Some forms are recognized before they are seen.
Black and white, repeated unit, interruption, pattern: the name has arrived before looking has become specific. Grid. Stocker’s new works begin inside that speed, at the point where recognition gets ahead of vision and has to answer for itself.
The grid has long been one of modernism’s most efficient emblems: order without image, repetition without incident, a structure that can appear to say nothing and still organize everything. It has also had its later histories: optical disturbance, programmed movement, painting tilting toward architecture. Stocker does not need to prove that grids can become unstable. That has been proved, and already supplied with language. What changes here is where the instability moves. It is no longer only in the field, the system, or the eye. It enters the recognition itself: the word that continues to attach after the structure has changed.
In the most architectural painting, a cube is rendered in white dashes on a black ground, three of its faces partially visible. Smaller geometry hovers above it, fragments that suggest secondary structures without closing into them. The dashes are not lines so much as broken lines. The grid here is made of intervals. The cube uses a projection closer to axonometric drawing than perspective: parallel lines stay parallel, and depth opens without submitting to a vanishing point. This is not failed perspective. It is a drawing system that refuses perspective by design. The cube does not close. Its supplementary structure floats above without resolving into anything stable. The name we arrived with — grid — is being stretched over a partial architecture that should belong to another language.
Other works thin, open, or loosen that name without discarding it. A black field reduces the structure almost to disappearance, leaving white squares like coordinates after most of the system has been withdrawn. A central void asks the grid to organize itself around absence. White lines cross and overlap until no orthogonal armature remains to secure the word. Closure, alignment, intact field, right angle: one condition after another is weakened, and the name continues to hold.
The canvas is not the stable origin the PVC works leave behind. By the time the grid reaches fold, weight, and shadow, the name has already been weakened from within.
The PVC works carry that unreliability into matter. Sheets printed with the same geometric language are folded, twisted, and hung. A line that was straight in print becomes a shadow on a bend. A square crosses an edge and changes with the next shift of surface. The fold has weight. The weight is part of the line now. What had been a flat field becomes a pattern tested by curl, edge, shadow, and drape.
From there, the problem enters the room. The works hang from ceilings, turn near thresholds, occupy corners, and run along the upper edges of passage. Recognition now has to survive material behavior and architectural placement. Across canvas, plastic sheet, ceiling, corner, and threshold, the category keeps attaching.
The installation keeps those pressures beside one another rather than absorbing them into a total field. A painting opens a void. A PVC piece folds nearby. A thinned field sits close to a gridded object overhead. The room lets the differences remain visible: two pressures alongside each other, not one environment enclosing them.
By the time the exhibition title returns, it has shifted. Secrets géométriques sounds at first like a promise of hidden structures inside geometric work: codes, ratios, propositions waiting to be decoded. The exhibition does not deliver that secret. What it gives instead is quieter and more difficult. The secret is not buried inside the grid. It is in the speed of naming, the readiness of the eye to supply the word grid before the work has finished showing what it is. The geometry is not the secret. The recognition is.
The grid has not been broken. It has been asked to travel farther than the name should comfortably allow: into partial architecture, thinning, absence, tangle, curl, corner, and threshold. The force of the exhibition lies in the widening gap between what is there and what the name still claims.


Task objective - Print back each record unchanged, without pictures.

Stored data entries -
----------

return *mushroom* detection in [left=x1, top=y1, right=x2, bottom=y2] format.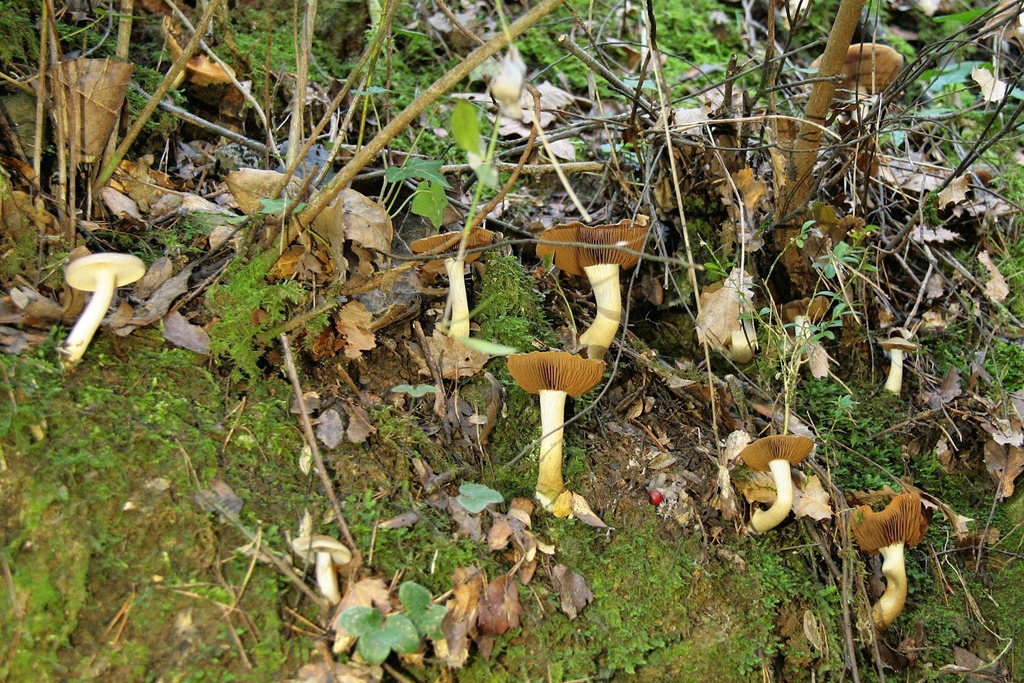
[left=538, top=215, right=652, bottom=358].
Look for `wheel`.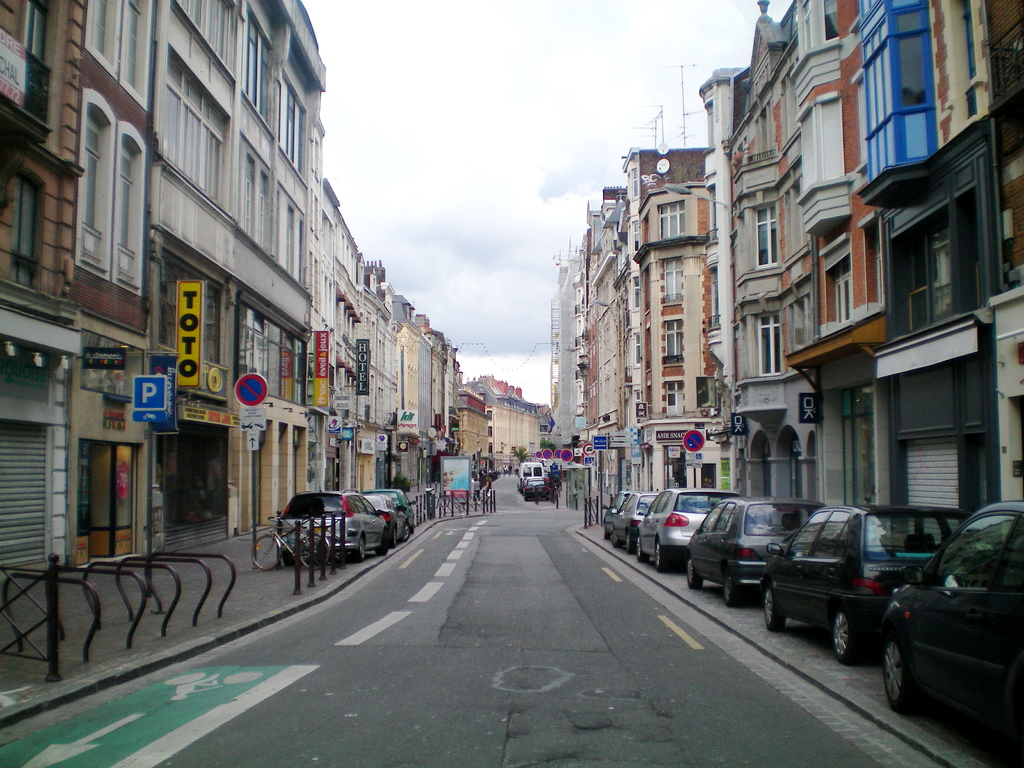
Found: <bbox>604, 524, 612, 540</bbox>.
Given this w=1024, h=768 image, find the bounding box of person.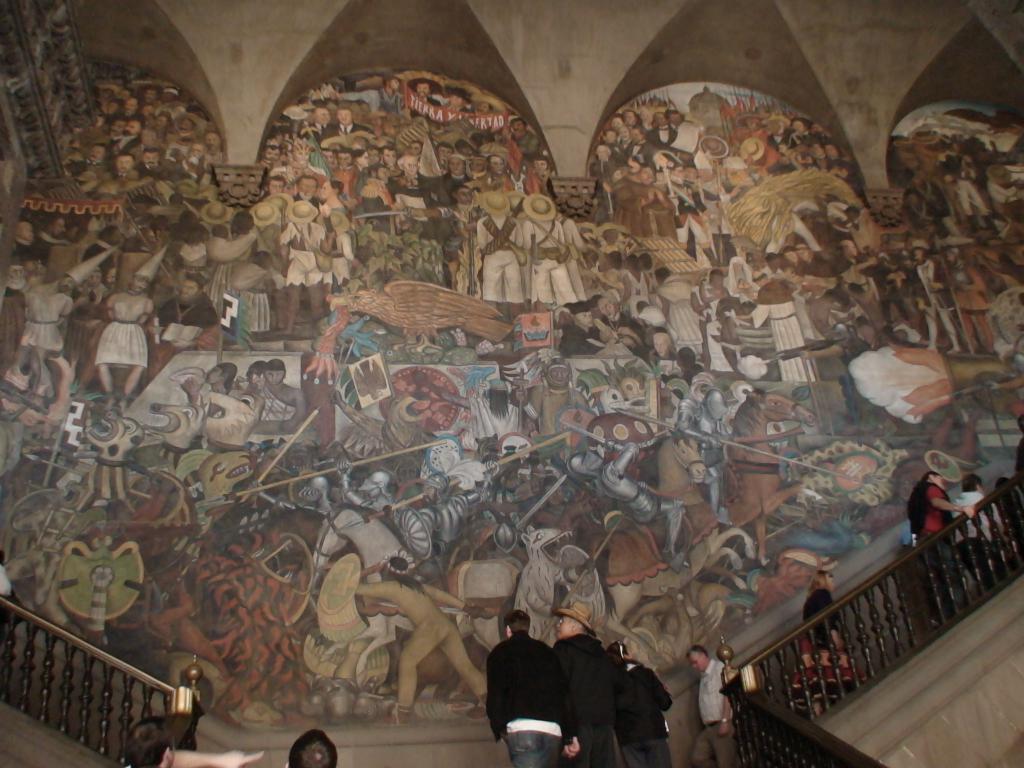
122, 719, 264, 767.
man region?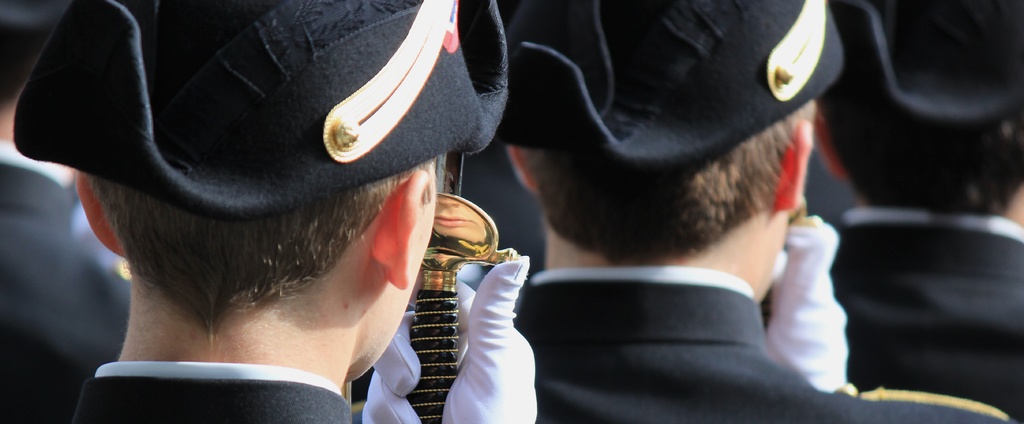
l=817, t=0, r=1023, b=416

----------

Written reply -
return *mushroom* detection in [left=x1, top=y1, right=x2, bottom=y2] format.
[left=538, top=215, right=652, bottom=358].
Look for `wheel`.
Found: <bbox>604, 524, 612, 540</bbox>.
Given this w=1024, h=768 image, find the bounding box of person.
122, 719, 264, 767.
man region?
l=817, t=0, r=1023, b=416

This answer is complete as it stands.